Experiential marketing is one of the most powerful ways to build brands, shift perceptions and influence behaviour. But too often, it isn’t measured properly and for real business impact.


To understand the true value of your experiential marketing efforts, your measurement has to evolve.


The Problem With “We Had a Great Event”

Unfortunately this is still the most common post campaign debrief line in experiential marketing.


Most experiential briefs still allocate only a few bullet points on how success will be measured and limited objectives.  Measurement is often an afterthought.

You need to ask and understand “what changed because of this experience?” and without this answer, your experiential remains vulnerable — especially when budgets tighten.


The good news? Measuring experiential doesn’t require complex systems or heavy technology.
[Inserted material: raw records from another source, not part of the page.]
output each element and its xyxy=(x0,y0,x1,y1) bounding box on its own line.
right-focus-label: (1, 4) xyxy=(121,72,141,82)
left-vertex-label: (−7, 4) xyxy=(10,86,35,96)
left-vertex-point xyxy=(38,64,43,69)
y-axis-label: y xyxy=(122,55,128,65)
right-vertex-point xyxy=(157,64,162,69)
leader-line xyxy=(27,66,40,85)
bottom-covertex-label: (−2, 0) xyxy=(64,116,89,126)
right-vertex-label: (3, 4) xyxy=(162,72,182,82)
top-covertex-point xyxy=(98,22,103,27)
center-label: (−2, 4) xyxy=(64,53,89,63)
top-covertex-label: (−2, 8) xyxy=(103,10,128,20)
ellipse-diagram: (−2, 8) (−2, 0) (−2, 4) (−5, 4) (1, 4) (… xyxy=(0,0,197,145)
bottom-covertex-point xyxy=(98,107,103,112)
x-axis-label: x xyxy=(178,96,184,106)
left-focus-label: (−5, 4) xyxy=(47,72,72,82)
It requires clear upfront thinking and planning.


1. Start With Outcomes, Not Activities

The strongest experiential programmes don’t start with “what are we going to build?” They start with:

  • What business problem are we trying to solve for the Brand and what will I need to measure in this campaign to know if I have moved the needle, or not?
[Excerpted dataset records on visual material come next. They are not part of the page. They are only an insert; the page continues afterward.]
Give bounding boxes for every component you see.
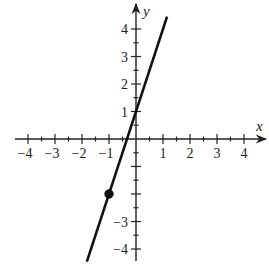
x-axis-label: x <box>255 118 263 134</box>
x-tick-label: −4 <box>18 146 33 161</box>
axes <box>15 4 266 261</box>
y-tick-label: 4 <box>121 22 128 37</box>
x-tick-label: 1 <box>160 146 167 161</box>
y-tick-label: 1 <box>121 105 128 120</box>
data-point <box>105 190 113 198</box>
x-tick-label: −3 <box>45 146 60 161</box>
y-tick-label: −3 <box>113 215 128 230</box>
y-tick-label: 3 <box>121 50 128 65</box>
x-tick-label: −1 <box>99 146 114 161</box>
line-chart: −4−3−2−11234−4−31234 x y <box>0 0 269 270</box>
x-tick-label: 3 <box>214 146 221 161</box>
x-tick-label: −2 <box>72 146 87 161</box>
y-axis-label: y <box>141 3 150 19</box>
y-tick-label: −4 <box>113 242 128 257</box>
x-tick-label: 2 <box>187 146 194 161</box>
data-points <box>105 190 113 198</box>
y-tick-label: 2 <box>121 77 128 92</box>
x-tick-label: 4 <box>241 146 248 161</box>
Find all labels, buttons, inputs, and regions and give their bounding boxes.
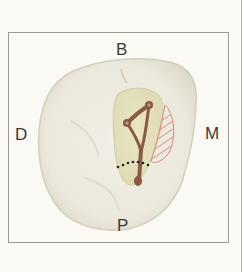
- label-buccal: B: [116, 41, 127, 58]
- diagram-frame: B P D M: [8, 32, 229, 243]
- label-palatal: P: [117, 217, 128, 234]
- label-mesial: M: [205, 125, 219, 142]
- label-distal: D: [15, 126, 27, 143]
  • Who exactly needs to be influenced and what do we want them to think, feel or do differently about/with our Brand after their engagement with us, at our activation or event?

  • What is the Consumer / Customer challenge in getting them to walk away from their experience with us, having received this learning?


When those outcomes are clear, measurement becomes much simpler.


Instead of reporting “5,000 people attended”, you can report:

There was a clear understanding of the desired take-out I wanted them to have from their experience with the Brand, leading to:

  • “Consideration increased among priority consumers”

  • “Brand trust shifted in a key segment”

  • “Sales conversations accelerated post-experience”


That’s a very different conversation internally.


2. “Soft” Metrics Aren’t Weak — They’re Undisciplined

Experiential is often criticised for relying on “soft metrics” like engagement, connection or emotional impact. The issue isn’t that these metrics are soft - they’re rarely defined properly.


Engagement becomes powerful when:

  • You clearly define what it means

  • You decide what signals will prove it

  • You measure it consistently


For example:

  • “People loved the event” is a complement

  • “Positive brand sentiment increased14 points among the target consumer ” is a meaningful result.


When qualitative shifts are linked to data, they stop being opinions and start becoming evidence.


3. Design Measurement Before the Experience — Not After!

One of the biggest gaps in experiential measurement is timing. Too many teams ask, after the event: “What should we measure?”


But by then, the most valuable data moments are already over.


The discipline is to design measurement at the same time as the experience:

  • What Brand KPI does this activation tie to?

  • What decision will this data help us make for the Brand later?

  • How will we capture it on the ground?


When measurement is built into the experience, it no longer feels complex — it feels natural.


4. The Brief Sets Up Measurement Expectations Early – Not After!

One of the most overlooked opportunities to improve experiential measurement is the briefing process – both for yourself to understand, for the agency that will be executing it and for how you will measure it (remembering that the execution agency shouldn’t be the only one measuring themselves).


If measurement is missing in the brief, it will be missing in the execution.


Strong Briefs:

  • Start with business goals, not just creative direction

  • Clearly define KPIs and success criteria

  • Ask agencies how results will be measured — not just delivered


This doesn’t limit creativity. It ensures creativity is aligned to outcomes.


5. Demand the Right Data From Partners

Many brands rely heavily on agencies and suppliers for event data — yet don’t always ask for the data that matters most. As mentioned earlier, this is often because it is not even included in the campaign brief (noting there are differences between annual objectives the Brand is trying to achieve, versus a 12-week campaign your agency executes for you.


Better measurement starts with clearer expectations:

  • What data will be collected?

  • How will it be collected?

  • How will it be analysed?

  • How will insights inform future decisions?


Great partners don’t just report what happened. They help interpret what it means — and how to improve next time.


What This Means for Experiential in Africa

Across Africa, experiential marketing often outperforms other channels because of its cultural relevance, human connection and real-world impact.


That’s a competitive  advantage that can change the equation entirely.


Better measurement delivers on three key areas:

  • Improves campaign effectiveness

  • Builds confidence with regional and global stakeholders

  • Protects your experiential budgets


Transforms experiences from “nice-to-have” into strategic growth drivers.


Final Thought

Measurement doesn’t kill creativity. It protects it.


When experiential marketing can clearly show how it influences behaviour, perception and business outcomes, you can scale your activities for greater results.


At Exp Agency, this is the shift we believe the industry must make. Not more data for the sake of it — but better measurement that actually matters.


Your next campaign is an opportunity to do this differently:  Brief with intention.

Start with the Outcome. Design the measurement and Demand the right Data.